Meredith Vieira Dishes on Leadership, Family, and Her Career Blasts and Blunders

August 4th, 2008 · 36 Comments

In fact, my career, if you want to talk about a fluke, I was the kid at Tufts University who went through every major. I came in as a math major. I moved from that to drama, to French, to astronomy. I was brought into the dean’s office who said, “Stop it, pick one.” The only one I could pick was English because that’s where I had enough credits. So I totally relate to the students out here, the graduates who might be a little scared right now. Maybe you don’t know where you’re headed. Maybe you haven’t found your passion. Maybe your parents are looking at you like, “What are you going to do?” and you’re scared. I felt all of that. I felt very lost.

And then, again in January—a lot happened in that January, I tell you, in 1975—I took a class here in broadcast journalism. It was pass/fail. I don’t even know why I took it. I had no interest, none. I didn’t see myself as a broadcaster in my future. I took this class. It was given by a reporter from CBS Radio in Boston, WEEI. Back then it was all news. I think maybe now it’s all sports but back then it was all news. And I found that I liked it. I really liked it. At the end, they had a final project. We were broken down into groups of four or five and we each had to do a mini radio documentary. We would research it, report it, write it, and then one person would narrate the documentary. I happened to be the one chosen to narrate ours.

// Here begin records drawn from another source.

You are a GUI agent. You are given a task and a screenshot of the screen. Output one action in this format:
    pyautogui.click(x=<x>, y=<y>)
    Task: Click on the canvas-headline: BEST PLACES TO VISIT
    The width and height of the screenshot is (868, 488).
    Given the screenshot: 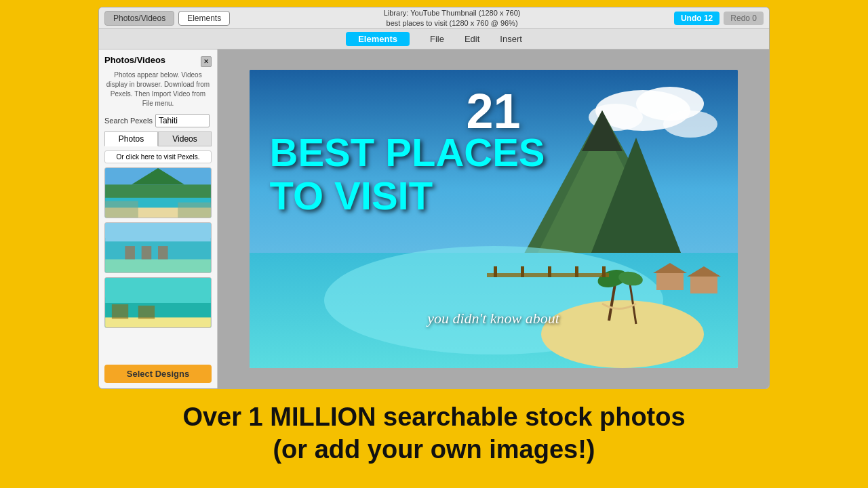 What is the action you would take?
    pyautogui.click(x=408, y=174)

They brought in a muckety muck from CBS to critique it, a man named Bill Shermer, a wonderful man who has since passed on. He listens to all these documentaries and when ours comes up he says, “Whose voice is that?” I raise my hand and he says, “I want to see you after class.” I thought, “Oh my God, what’s going to happen?” I go out into the hallway and he says, “Have you decided what you want to do with the rest of your life?” Now being a Tufts student, I knew— philosophical deep question, ponder for a moment. And I did and then I said, “Gee, I don’t know.” He said, “Well, I do. I truly believe if you open up your mind you have a future in this business.” And he offered me an internship. And literally, that’s all it took. It was in that moment. It was one person seeing a spark in me and opening a door that I went through. It was that simple. Had I not taken that class, I don’t really know what direction. I would have found a direction, but that’s what put me on the path.

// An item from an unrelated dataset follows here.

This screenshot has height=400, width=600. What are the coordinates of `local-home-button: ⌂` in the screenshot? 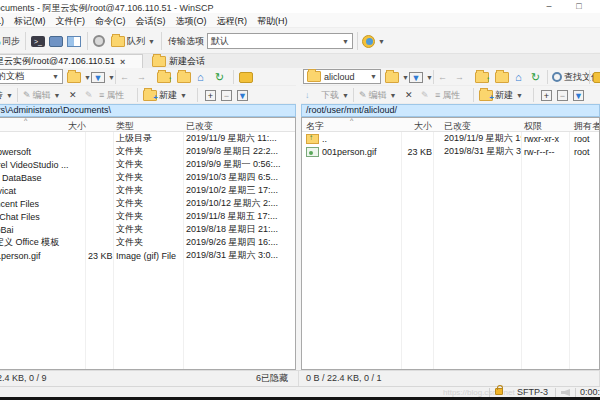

A few weeks later I learned something that is probably the first lesson I’m going to impart to you: Remember to always ask questions. I’m an intern now, two weeks before I have to start. They give me a call and say, “You’re going to be ripping wires.” Okay, ripping wires. Radio station. Wires out of the walls. A little weird that they’d have me do that, but fine, I’ll do that. I went and I bought a new pair of overalls because I thought, “Gee, I’m going to look cute.” And actually that was the style back then. I show up to work at 4 a.m.—talk about ironies, I’m back on that schedule—I show up at WEEI and people are looking at me weird, like “Why are you dressed in overalls?” Finally it dawns on somebody about my confusion. Ripping wires, what they meant was ripping the wire services, the copy off of UPI, Reuters, AP, not wires out of the wall. Eventually they stop laughing, although if anybody that I knew back then sees me they always bring it up. I learned a lesson that day: No question is too stupid. You’re not as smart as you think you are. You never will be. There’s always room to learn. Don’t be scared to ask. Luckily for me Bill Shermer still took a chance on me, which I’m very grateful that he did.